Small wonder, often as not
He never read a line,
Flaubert or Howard Fast,
Just pondered earth and Ocean,
The odd car's crawling dot:
Why were we here?
To flow. To bear. To Be.
Over the view his tree
In slow, slow motion
Held sway, the pointer of scale so vast
Alive and variable, so inlaid
As well with sticky, pungent gold,
That many a year would pass before it told
Those mornings that they weighed.
Exploring one's imagination, diving into a book and experiencing a whole other world.
1. Without the author's biographical information, what would be your thoughts on what the "inner city" could be?
2. How does Clifton's vocabulary add to the tone of the poem?
Enjambment: When a phrase, a clause, or a sentence in a line of poetry doesn't finish at the line break but spills over into the next line.
Caesuras: A pause or break within a line of poetry, usually by the natural rhythm of the language.

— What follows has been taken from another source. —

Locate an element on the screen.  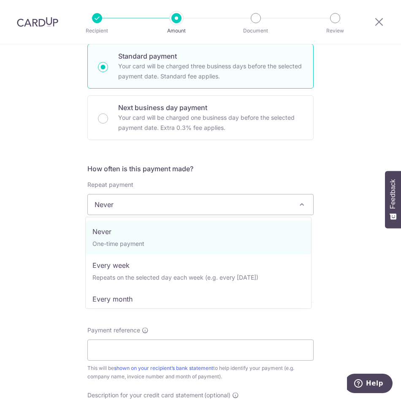
span: Feedback is located at coordinates (393, 194).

Approximate (slant) rhyme: Includes words with any kind of sound similarity, from close to fairly remote
ex: : "in the inner city"
*Lived through:
-World War 2
-Black Civil Rights Movement
-Brown v.Board of Education
-Malcom X
-Rosa Parks, MLK...etc
*Women's identities
Many of her poems reflect women's physiology and how it has affected her in her life.
See: "to my last period", "poem in praise of menstruation" and "poem to my uterus"
Pg # 847
"in the inner city" and "In the Ghetto" By Elvis Presley
in the inner city
or like we call it home
on a cold and gray chicago morning
the child needs a helping hand
and we hang on to our no place
take a look at you and me
are we to blind to see
happy to be alive
and in the inner city
*Like her mother and her daughter was born with six fingers on each hand and refers to it in many poems.
*Her family was poor and her father was an abusive drunk who sexually molested his wife and daughter.
*Her mother died at the age of 44, right after Lucille married.
*She had six kids in the first 7 years of her marriage.
*Her work was reviewed by Langston Hughes and Robert Hayden and that resulted in her winning the New York Young Women's and Young Men's Poetry Discovery Award.
*She began writing children's books and was nominated for a Pultizer Prize.
*Later in life she suffered from breast cancer and kidney failure and her son died of heart failure.